Public Policy and Regulatory Reform
- Affordability Unlocked: City of Austin, Austin: Affordability Unlocked is a proactive incentive-based approach to make strides in the housing affordability space, with a goal of building around 60,000 units by 2027.
- Accelerating ADUs: City of Pasadena, Pasadena, California: The Pasadena Second Unit ADU Program provides comprehensive assistance for financing, designing, permitting, and constructing a new accessory dwelling unit (ADU) in the City of Roses.
- Casita Coalition, San Francisco: Casita Coalition is a statewide, multisector organization and leader in small housing that is helping to spark an ADU revolution—leading to 19,000 ADUs in the past three years with zero public subsidy.
- CoUrbanize, Cambridge, Massachusetts: CoUrbanize is an online platform solution that connects developers and planners with their neighbors. With the COVID-19 pandemic, CoUrbanize has become a resource for community members to continue to engage in development processes while in-person public/community meetings are on hold.
- Hello Landlord, Lehi, Utah: Hello Landlord helps tenants avoid eviction in a COVID-19 environment based on their responses to a series of questions.
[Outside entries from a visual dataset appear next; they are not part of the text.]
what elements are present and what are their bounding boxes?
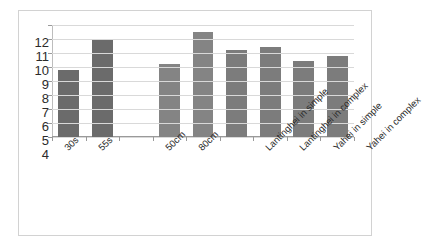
bar [159, 64, 180, 137]
gridline [52, 123, 354, 124]
gridline [52, 81, 354, 82]
y-axis-tick-label: 4 [23, 150, 49, 160]
y-axis-tick-label: 7 [23, 108, 49, 118]
y-axis-tick-mark [48, 53, 52, 54]
y-axis-tick-mark [48, 109, 52, 110]
y-axis-tick-label: 6 [23, 122, 49, 132]
gridline [52, 67, 354, 68]
chart-plot-wrapper: 121110987654 30s55s50cm80cmLantinghei in… [19, 11, 373, 237]
y-axis-tick-mark [48, 25, 52, 26]
gridline [52, 25, 354, 26]
y-axis-tick-label: 5 [23, 136, 49, 146]
y-axis-tick-mark [48, 39, 52, 40]
gridline [52, 53, 354, 54]
gridline [52, 95, 354, 96]
y-axis-tick-labels: 121110987654 [23, 29, 49, 137]
bar [193, 32, 214, 137]
gridline [52, 39, 354, 40]
plot-area [52, 25, 354, 137]
y-axis-tick-mark [48, 81, 52, 82]
bar [58, 70, 79, 137]
chart-frame: 121110987654 30s55s50cm80cmLantinghei in… [18, 10, 372, 236]
y-axis-tick-label: 10 [23, 66, 49, 76]
y-axis-tick-label: 9 [23, 80, 49, 90]
y-axis-tick-mark [48, 123, 52, 124]
y-axis-tick-label: 11 [23, 52, 49, 62]
y-axis-tick-label: 8 [23, 94, 49, 104]
y-axis-tick-mark [48, 95, 52, 96]
y-axis-tick-mark [48, 67, 52, 68]
y-axis-tick-label: 12 [23, 38, 49, 48]
x-axis-tick-labels: 30s55s50cm80cmLantinghei in simpleLantin… [52, 139, 382, 237]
With the help of its free tool, tenants can write a letter that notifies a landlord that he or she is struggling financially and that the law may not allow an eviction.
- Impact Justice/The Homecoming Project, Oakland, California: The Homecoming Project focuses on reducing recidivism by removing the single-most significant factor, housing. Formerly incarcerated people are able to integrate more easily into the community by quick placement into stable housing right out of prison.
- University of Miami: Land Platform, Miami: The Miami Affordability Project is an interactive online map centered on the distribution of affordable housing and housing needs in the Greater Miami area. The interactive map has the potential to unlock public assets and vacant land as well as support improved livability, equity, and responsible growth accounting for the effects of climate change.
- Telluride Foundation, Telluride, Colorado: The Telluride Foundation focuses on integrating donated land, prefabricated panelized home designs, and low-cost construction finance to support teachers and other essential members of the workforce, specifically in the Latinx population, in affording housing in rural communities.